Parsi has described Iran’s Shi’ite Muslim dictatorship, considered by the United States as the leading state sponsor of terrorism, as a force for regional stability. He and NIAC vigorously advocated the 2015 deal between the United States, United Kingdom, France, Germany, Russia and China and Iran to lift nuclear sanctions in return for limitations on Iran’s program. (See “The National Iranian American Council; Tehran’s Best Friend in Washington”

—Iranian “hard-liners” suffered few setbacks to “moderates” and “reformers” in recent elections for the legislature and a clerical council. That’s because under Supreme Leader Ayatollah Ali Khamenei’s theocratic police state, they continue to dominate. They barred actual moderates and reformers from competing i
n the elections. As a result, voters decided among candidates representing competing groups of regime loyalists. See, for example, CAMERA’s “The Media and the Myth of the Moderate Mullahs,” March 2. But regime apologists like Parsi flog the notion of “moderates” undermining the power of “hard-liners” in Tehran to journalists who fail to look behind the curtain.

—The “Israel-must-be-wiped-out” Hebrew inscription on one of two missiles recently tested by Iran plainly is visible in photographs released by the same Fars News Agency that Booth reported issued photos and video with “no such markings.” See “The Iranian Missile Photo That CNN Missed,” CAMERA, March 21. The picture was provided by the semiofficial Fars (See, “The Iranian Missile Photo CNN Missed,” CAMERA, March 21.)
 
Who ‘punks’ who? And why?

*”For Netanyahu’s new U.S.-born spokesman, ‘outspoken’ may not cover it,” was a Booth “WorldViews” blog item that ran in print on March 19. It tried to strike notes both humorous and informative. The correspondent said that Prime Minister Benjamin Netanyahu’s new, U.S.-born foreign media adviser, David Keyes, “is best known as a wisecracking human rights activist who liked to ‘punk’ Iranian and Saudi dignitaries in pointed ‘mockumentaries done in a ‘Daily Show’ style.”

But near the item’s close, The Post’s Jerusalem bureau chief wrote that “in his advocacy, Keyes has pressed for human rights for Arabs—though his critics note he has not taken up the cause of Palestinians living under Israel’s 49-year military occupation.” “Israel’s 49-year military occupation” amounts to a sort of robo-call from Booth; it crops up repeatedly, apropos of unrelated information, as in this case. It almost always appears out of context. See, for example “Israel doesn’t trust NGOs that get money from U.S. and Europe. Here’s why” (Jan. 31, 2016) and “Israel’s Netanyahu blames children’s shows for Palestinian terror” (January 25).

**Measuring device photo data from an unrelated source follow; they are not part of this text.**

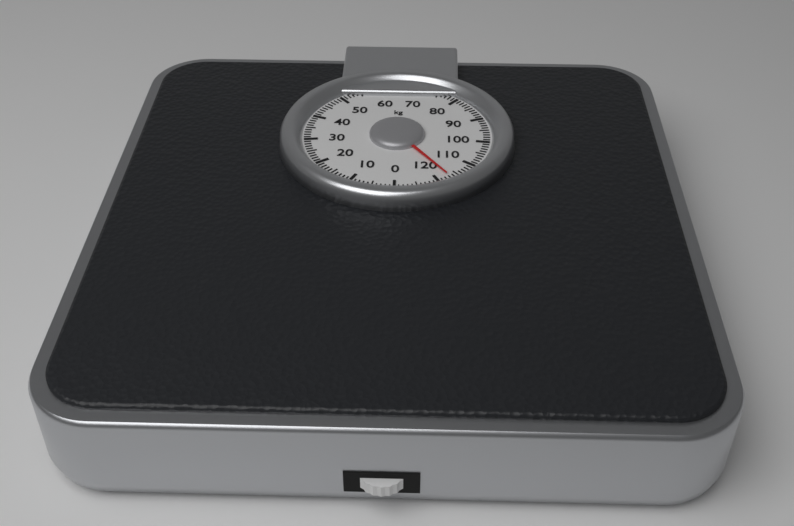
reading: 117 kg
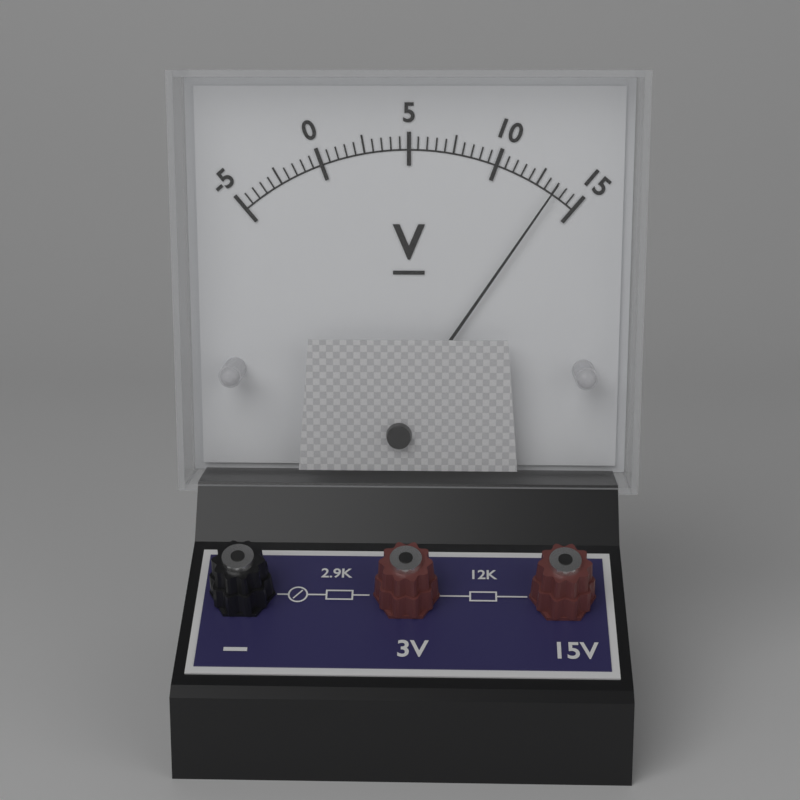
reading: 13.5 V
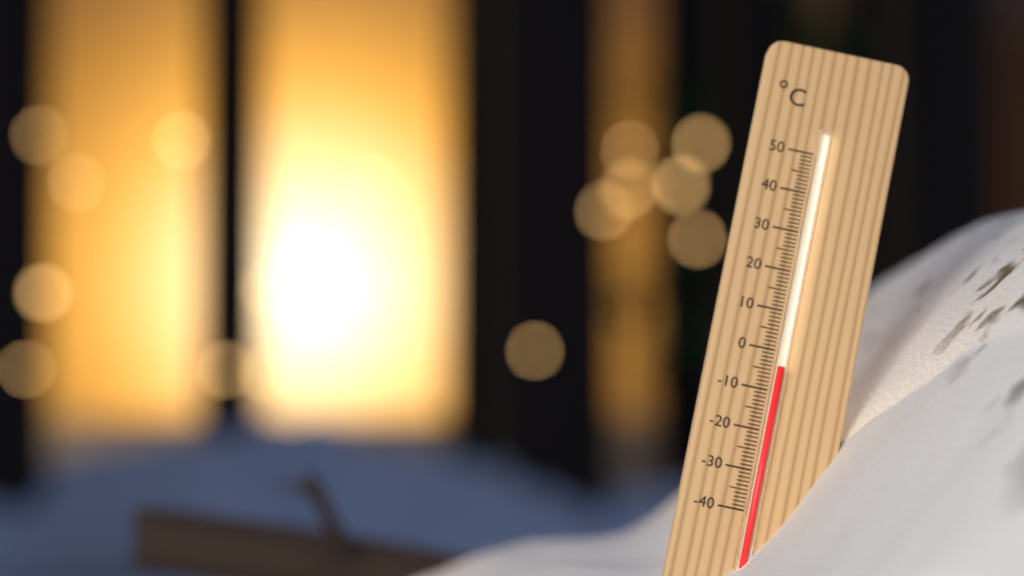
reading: -4 °C
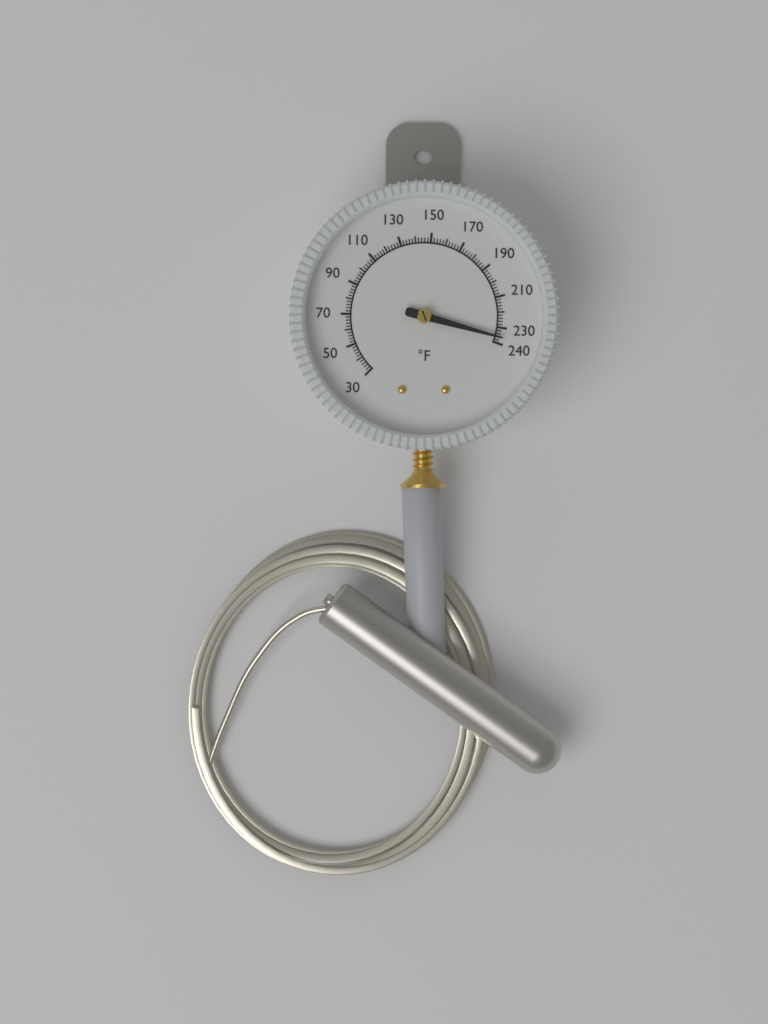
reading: 236 °F
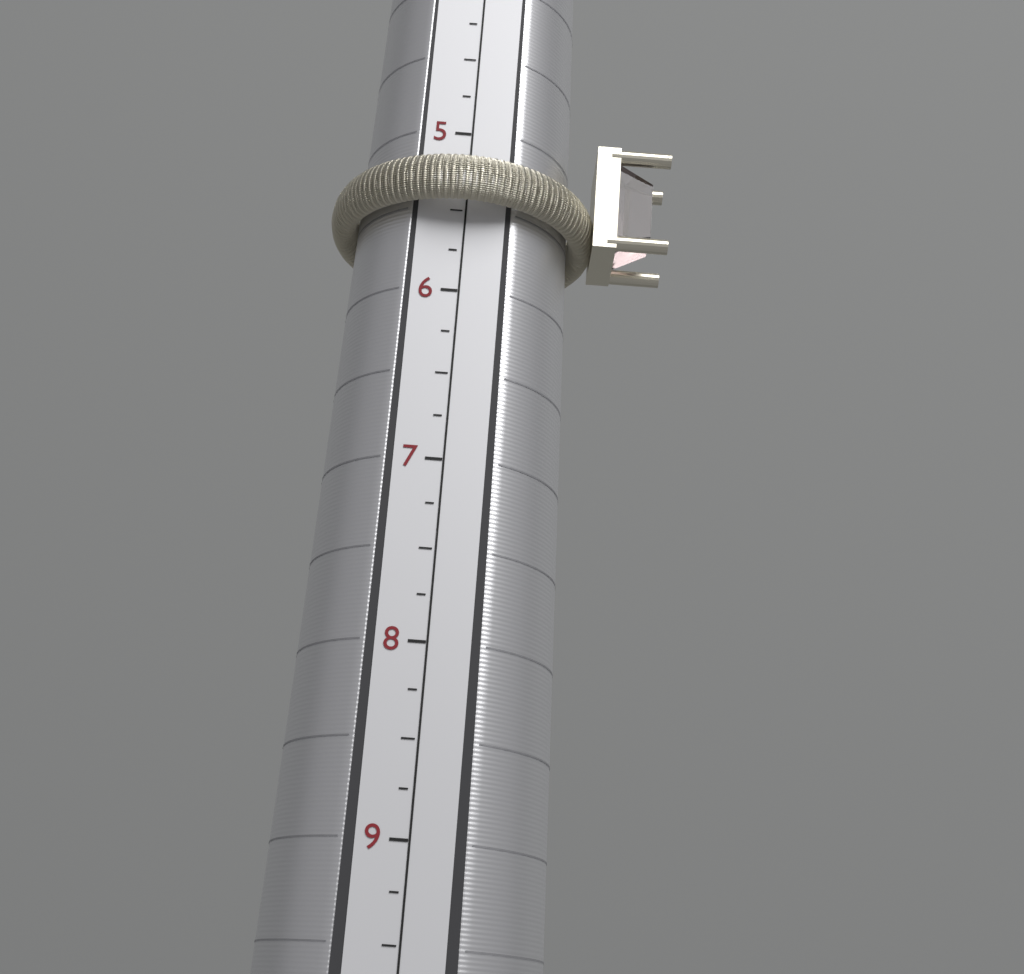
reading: 5.50 (no unit)
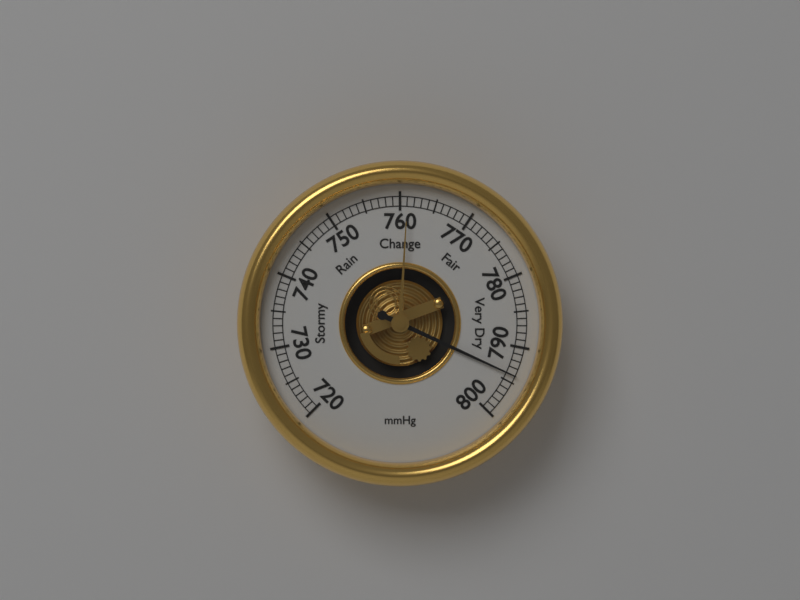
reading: 794 mmHg
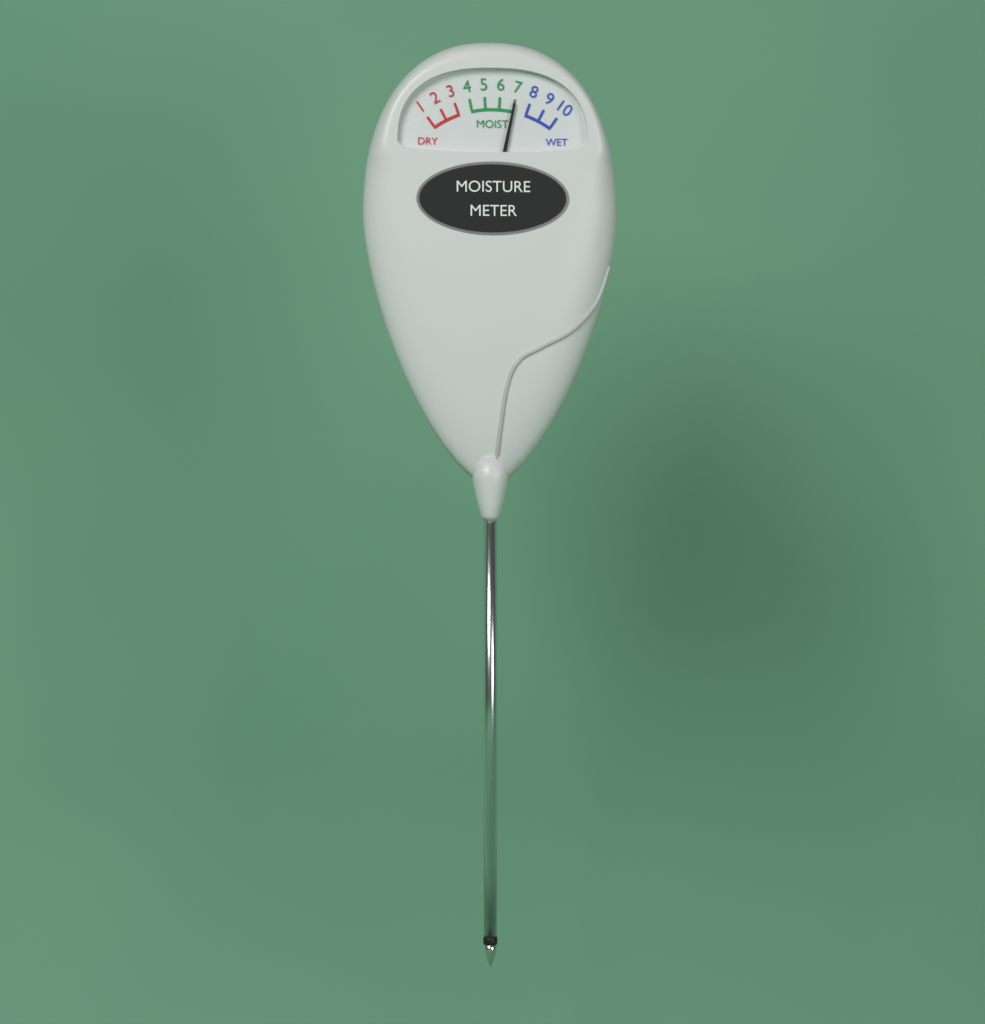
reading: 7 (no unit)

Israel’s “49-year military occupation” of what? In a successful war of self-defense in 1967, Israel captured the Egyptian Sinai Peninsula, Syrian Golan Heights and the disputed Gaza Strip, West Bank and eastern Jerusalem. Gaza was occupied illegally by Egypt, the West Bank [Judea and Samaria] and east Jerusalem occupied illegally by Jordan. It returned the majority of the territory, the Sinai, to Egypt as a result of the 1979 Egyptian-Israeli peace treaty. It unilaterally withdrew from the Strip in 2005.

Israeli offers to negotiate a return of part or all the Golan to Syria have been rejected. U.S.-Israeli and Israeli-only proposals of a West Bank and Gaza Strip state, with eastern Jerusalem as its capital, in exchange for peace with Israel, have been rebuffed by Palestinian leaders in 2000, 2001 and 2008. (See “Stop Giving Palestinians a Pass,” by Amb. Dennis Ross, The New York Times, Jan. 4, 2015 and “The Historic Betrayal of the Palestinians,” by Bassam Tawil, Gatestone Institute, April 5, 2016).

So “Israel’s 49-year military occupation” of West Bank Palestinian Arabs remains primarily the result of their refusal to end it by making peace with the Jewish state. Why that’s a cause Keyes should take up, The Post does not explain.

As for “human rights for Arabs,” Israeli Arabs, like Israeli Jews but unlike Arabs pretty much everywhere else in the Middle East, living under Arab rulers, have them. So no need for Keyes to focus on them either, not that The Post clarifies.

When the hole is bigger than the bagel, buyers know to beware.